International Workers' Day (May 1) and the New Class: Mobile Creatives
The Mobile Creative credo: trust the network, not the corporation or the state.
In America's Nine Classes: The New Class Hierarchy, I described a "wild card" new class of workers that doesn't fit the conventional paradigms: Mobile Creatives. I use the word mobile here not to suggest mobility between physical places (though that is one factor in this class's flexibility) but mobility between sectors, tools and ways of earning income.
The key characteristic of the Mobile Creative class is that they live by this credo: trust the network, not the corporation or the state. The essence of neofeudalism is debt penury and wage-slave loyalty to the New Nobility that owns the debt.
The essence of state-cartel capitalism (the dominant form of capitalism) is the state dismantles all social connections and wealth between the state and the atomized individual recipient of state welfare so the individual depends entirely on the state for his/her identity and essentials of life.
Where once existed a complex ecosystem of public life, social capital and networks of reciprocity and economic meaning, now lies a wasteland, stripmined by the state to leave nothing but the state and its ever-growing armies of dependents.
The global corporation profits from this same wasteland: the ideal arrangement to maximize debt-based consumption is an atomized individual who has no identity or self-worth other than consumerist worship of brands and corporate-supplied convenience, in other words, a permanent adolescent driven by insecurity, fear and impulse-driven consumption.
The Mobile Creative class operates outside these two states of dependency. It also operates outside the conventional labor-management divide of Marxism and socialism. Since global capital is mobile, and the state enforces central banking and cartel pricing, the class of "owners" and the state are one entity.
You either resist the entire state-cartel system or your resistance is nothing but meaningless gestures aimed at chimera.
Longtime correspondent Kevin Mercadante (Out of Your Rut) noted that being a Mobile Creative isn't just a different mode of livelihood--it's a different way of living, thinking and being.
"Mobile Creatives" describes me to the letter - I felt as if I was reading a script of my own life (at least since the financial meltdown). It also takes in a few of my friends, so it's a very real category.
This is beyond the scope of the article, but one of the things I've found to be a revelation is that the mobile creative lifestyle extends well beyond career and workstyle. Once you adopt it, everything else in your life falls in behind it.
Because of the creativity and independence that the lifestyle provides, there's less need for high cost entertainment. Vacations and weekends are less important - there's joy and adventure to be had every day. You're less concerned with retirement. You develop a sense that you'll survive what ever happens. You see more opportunities and fewer obstacles. At the same time, you're also painfully aware that things don't always work out. But you also learn that failure isn't terminal. That's huge.
Spending patterns change too. You find less expensive ways to do everything - to buy food and clothing, to fix your car, and even to entertain yourself. Free thought expands, and you find yourself drawn to other mobile creatives. Conversations with others are deeper and more meaningful - when you meet to discuss work, you're really paying attention, always on high alert for new opportunities and potential joint ventures.
On the surface, being a mobile creative is less secure than traditional careers, but I wouldn't trade it. I've been in so-called stable careers, only to discover that they're only secure until the big picture game changes. Being a mobile creative enables you to adapt to change, rather than getting rolled over by it.
By giving this emergent class a name, you're contributing to it's survival and growth. Mobile creatives could be the class that finally replaces the factory- and service-workers classes as the new "backbone" of American socio-economic life. That's what's been missing for at least 15 years. By giving the class a name you're formally declaring its existence, providing a framework for the lifestyle, and even establishing it as a legitimate goal.
Thank you, Kevin, for describing the Mobile Creative class better than I could. Who better to describe this way of living better than one who is living it every day?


■ WHAT YOU HAVE TO DO
Leave every picture out. Set down all the lines below exactly.

☆ ☆ ☆ ☆ ☆

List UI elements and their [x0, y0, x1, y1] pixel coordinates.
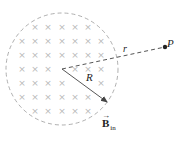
- cross-mark-icon: ×: [71, 36, 79, 46]
- cross-mark-icon: ×: [84, 22, 92, 32]
- cross-mark-icon: ×: [58, 92, 66, 102]
- label-B-subscript: in: [110, 124, 115, 132]
- label-r-distance: r: [123, 44, 127, 54]
- cross-mark-icon: ×: [44, 78, 52, 88]
- cross-mark-icon: ×: [44, 92, 52, 102]
- cross-mark-icon: ×: [44, 36, 52, 46]
- cross-mark-icon: ×: [71, 22, 79, 32]
- cross-mark-icon: ×: [31, 64, 39, 74]
- cross-mark-icon: ×: [71, 92, 79, 102]
- cross-mark-icon: ×: [44, 106, 52, 116]
- cross-mark-icon: ×: [97, 78, 105, 88]
- cross-mark-icon: ×: [31, 36, 39, 46]
- field-into-page-marks: ××××××××××××××××××××××××××××××××××××××××…: [18, 22, 105, 116]
- magnetic-field-diagram: ××××××××××××××××××××××××××××××××××××××××…: [0, 0, 182, 144]
- cross-mark-icon: ×: [31, 78, 39, 88]
- cross-mark-icon: ×: [18, 92, 26, 102]
- cross-mark-icon: ×: [97, 36, 105, 46]
- cross-mark-icon: ×: [58, 36, 66, 46]
- cross-mark-icon: ×: [71, 50, 79, 60]
- label-B-in-field: → Bin: [102, 118, 116, 129]
- cross-mark-icon: ×: [31, 22, 39, 32]
- cross-mark-icon: ×: [58, 78, 66, 88]
- cross-mark-icon: ×: [97, 50, 105, 60]
- cross-mark-icon: ×: [31, 92, 39, 102]
- vector-arrow-icon: →: [102, 112, 110, 120]
- cross-mark-icon: ×: [18, 36, 26, 46]
- cross-mark-icon: ×: [31, 106, 39, 116]
- label-R-radius: R: [86, 72, 93, 83]
- cross-mark-icon: ×: [18, 64, 26, 74]
- cross-mark-icon: ×: [44, 50, 52, 60]
- cross-mark-icon: ×: [84, 36, 92, 46]
- label-P: P: [167, 38, 174, 49]
- cross-mark-icon: ×: [97, 64, 105, 74]
- cross-mark-icon: ×: [44, 22, 52, 32]
- cross-mark-icon: ×: [44, 64, 52, 74]
- cross-mark-icon: ×: [84, 92, 92, 102]
- cross-mark-icon: ×: [71, 106, 79, 116]
- cross-mark-icon: ×: [18, 50, 26, 60]
- cross-mark-icon: ×: [58, 106, 66, 116]
- cross-mark-icon: ×: [18, 78, 26, 88]
- cross-mark-icon: ×: [84, 106, 92, 116]
- cross-mark-icon: ×: [58, 50, 66, 60]
- cross-mark-icon: ×: [58, 22, 66, 32]
- cross-mark-icon: ×: [84, 50, 92, 60]
- cross-mark-icon: ×: [31, 50, 39, 60]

☆ ☆ ☆ ☆ ☆

■ TASK RESPONSE
List UI elements and their [x0, y0, x1, y1] pixel coordinates.
- cross-mark-icon: ×: [71, 36, 79, 46]
- cross-mark-icon: ×: [84, 22, 92, 32]
- cross-mark-icon: ×: [58, 92, 66, 102]
- label-B-subscript: in: [110, 124, 115, 132]
- label-r-distance: r: [123, 44, 127, 54]
- cross-mark-icon: ×: [44, 78, 52, 88]
- cross-mark-icon: ×: [44, 92, 52, 102]
- cross-mark-icon: ×: [44, 36, 52, 46]
- cross-mark-icon: ×: [71, 22, 79, 32]
- cross-mark-icon: ×: [31, 64, 39, 74]
- cross-mark-icon: ×: [71, 92, 79, 102]
- cross-mark-icon: ×: [44, 106, 52, 116]
- cross-mark-icon: ×: [97, 78, 105, 88]
- cross-mark-icon: ×: [31, 36, 39, 46]
- field-into-page-marks: ××××××××××××××××××××××××××××××××××××××××…: [18, 22, 105, 116]
- magnetic-field-diagram: ××××××××××××××××××××××××××××××××××××××××…: [0, 0, 182, 144]
- cross-mark-icon: ×: [31, 78, 39, 88]
- cross-mark-icon: ×: [18, 92, 26, 102]
- cross-mark-icon: ×: [97, 36, 105, 46]
- cross-mark-icon: ×: [58, 36, 66, 46]
- cross-mark-icon: ×: [71, 50, 79, 60]
- label-B-in-field: → Bin: [102, 118, 116, 129]
- cross-mark-icon: ×: [31, 22, 39, 32]
- cross-mark-icon: ×: [58, 78, 66, 88]
- cross-mark-icon: ×: [97, 50, 105, 60]
- cross-mark-icon: ×: [31, 92, 39, 102]
- vector-arrow-icon: →: [102, 112, 110, 120]
- cross-mark-icon: ×: [18, 36, 26, 46]
- cross-mark-icon: ×: [31, 106, 39, 116]
- label-R-radius: R: [86, 72, 93, 83]
- cross-mark-icon: ×: [18, 64, 26, 74]
- cross-mark-icon: ×: [44, 50, 52, 60]
- cross-mark-icon: ×: [84, 36, 92, 46]
- label-P: P: [167, 38, 174, 49]
- cross-mark-icon: ×: [97, 64, 105, 74]
- cross-mark-icon: ×: [44, 22, 52, 32]
- cross-mark-icon: ×: [44, 64, 52, 74]
- cross-mark-icon: ×: [84, 92, 92, 102]
- cross-mark-icon: ×: [71, 106, 79, 116]
- cross-mark-icon: ×: [18, 50, 26, 60]
- cross-mark-icon: ×: [58, 106, 66, 116]
- cross-mark-icon: ×: [18, 78, 26, 88]
- cross-mark-icon: ×: [84, 106, 92, 116]
- cross-mark-icon: ×: [58, 50, 66, 60]
- cross-mark-icon: ×: [58, 22, 66, 32]
- cross-mark-icon: ×: [84, 50, 92, 60]
- cross-mark-icon: ×: [31, 50, 39, 60]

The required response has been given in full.